Leave No Trace leans heavily on Tom’s continual sense of discovery, as it fills in deeper understanding in the open-ended quest of contextualizing humans with nature, and vice versa. Granik’s camera drinks in every exterior landscape possible, and characters are rarely framed in shallow focus. The plot’s very existence is about the connection between parent and child – a natural, elemental human relationship – and how a child’s gradual divergence from a parent’s subconscious expectations for a future like their past is both a necessary sign of growth and a shift from previous assumptions that’s difficult to handle. Setting it all against thick foliage and endless botanical marvels relinquishes the story from any era-specific observations or extraneous thematic clutter. It’s a classic American story of endurance and family, but one critically stripped of ersatz mythology or neat resolutions. Simply put, Granik keeps her eye on the characters and their journeys (both emotional and physical). They’re not shoehorned into any artificial template, and not a single moment feels out of place in her fully realized world.
By the time the film reaches its end, we’ve not only become invested in Will and Tom’s destinations, but what they represent as differing conceptions of personal autonomy.
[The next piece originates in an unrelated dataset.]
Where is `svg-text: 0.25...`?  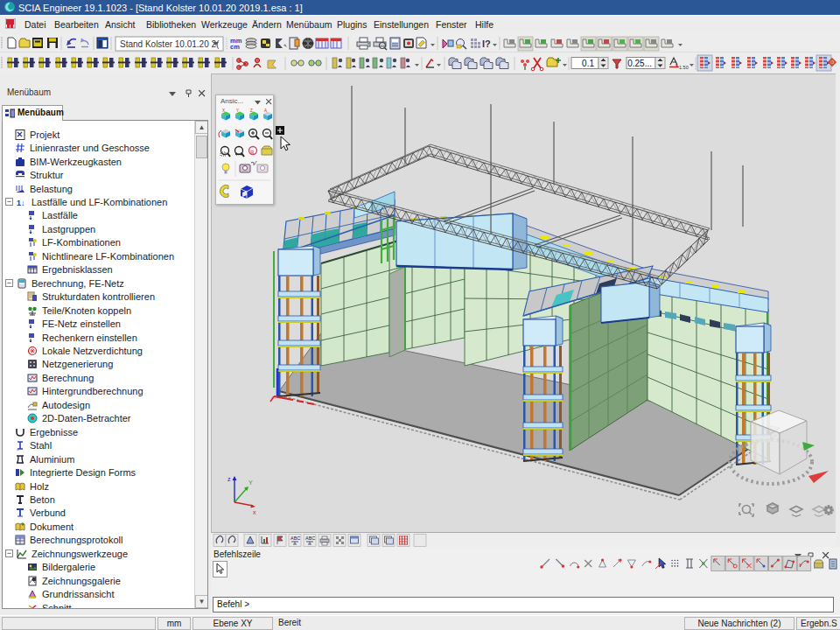
svg-text: 0.25... is located at coordinates (640, 63).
Neither want to accept complacency, neither want to feel as if others decide their fate, but how they see those obstacles manifest in their lives eventually differs substantially. Leave No Trace doesn’t pretend that it could ornately convey the minutia of its characters’ thoughts and feelings. Instead, much is communicated through sparse conversations and single actions, a testament to not only a gifted cast, but the strong and confident decisions of a filmmaker who works with exceptional economy and detail. So much could be said through languid speeches or incessant backstory, but so much more is actually experienced through Granik’s poised precision. On the surface, the film’s approach is gentle enough to feel as if it’s been told in verse; yet the powerful examinations of compassion and survival that drive it from underneath are the rich and complex melody that turns it into an haunting, timeless song.